By John Richardson
THE blog has been long on South Korea ever since its first visit in 1997. Its economic achievements since the horrors of the Korean War are nothing short of amazing.
Bereft of natural resources, all it has had to rely has been its intellectual capital and, wow, look at how it has progressed from the mass manufacturing of low quality finished goods to becoming the producer of globally recognised high-value electronics and automobiles. It is one of the few countries to have successfully escaped the “middle income trap”.
But now South Korea is yet another example of how demographics will shape global economic development over the coming decades.
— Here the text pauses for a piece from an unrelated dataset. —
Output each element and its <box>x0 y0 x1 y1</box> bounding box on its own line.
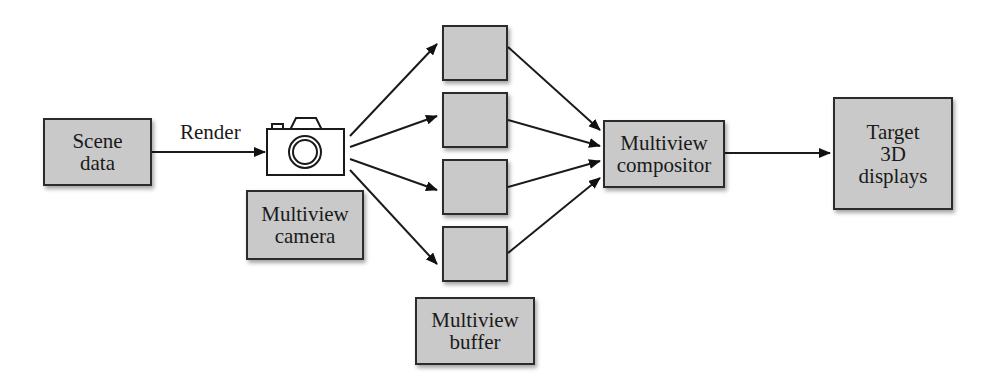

Sure, if you want to carry on assuming that GDP growth will remain constant because there’s always “pent-up” demand, that’s fine. We worry, though, that if you do you, and you use this as the only basis for planning, your chemicals business will struggle.
This is evolving stuff, incredibly complex – and so the debate is the thing. Only through constantly reviewing where we are at will we get close to being able to estimate future patterns of demand.
And so in South Korea – as this excellent Economist article points out – some of the key variables around the impact of demographics include the success or failure of:
- Devising a workable system to pay for soaring pension liabilities.
- Persuading young people that the “lump of labour fallacy” is, indeed, a fallacy. In others words, getting the younger generation to accept that their jobs will not be threatened if more and more people are allowed to work long past the current retirement age.
- Manufacturing the finished goods that will be needed by South Korea’s ageing population. We don’t even know what these goods are yet. But South Korea, with its tremendous history of innovation, is in an excellent position to rise to this challenge.
- Retraining older people, who, in the case of South Korea, grew up in a very different world where there was no Internet, Google, Microsoft, Facebook etc.
- Persuading firms to adopt a “wage-peak” system. This involves employees draw their highest salaries during their most productive years, whenever those may be, with remuneration tapering off as their productivity declines.
- Transferring some of the burden of childrearing from the country’s increasingly ambitious, highly educated women elsewhere. South Korea’s fertility rate, at less than 1.3 children per woman, is the lowest in the OECD (see the above chart) because balancing home life and work is very difficult for women who want careers.
This last point leads to the obvious conclusion that once South Koreans start having more babies everything will get back to normal.
True, but what about the time lag? It will take 20-30 years before any rise in the birth rate fixes the problem.
What about greater immigration and reunification with North Korea? According to The Economist, both of these would make only a marginal difference.
And so South Korea has to get on with dealing with these inescapable facts:
- The country is ageing faster than any other country in the OECD. Last year, almost 12% of the population were aged 65 or over. By 2030, that proportion will double.
- The number of South Koreans of working age will peak in just three years’ time, according to the OECD’s Randall Jones and Satoshi Urasawa. By 2040 their number will drop by about a fifth.
Burying one’s head in the sand is obviously one option, but, luckily, it looks like South Korea is adopting a very different approach.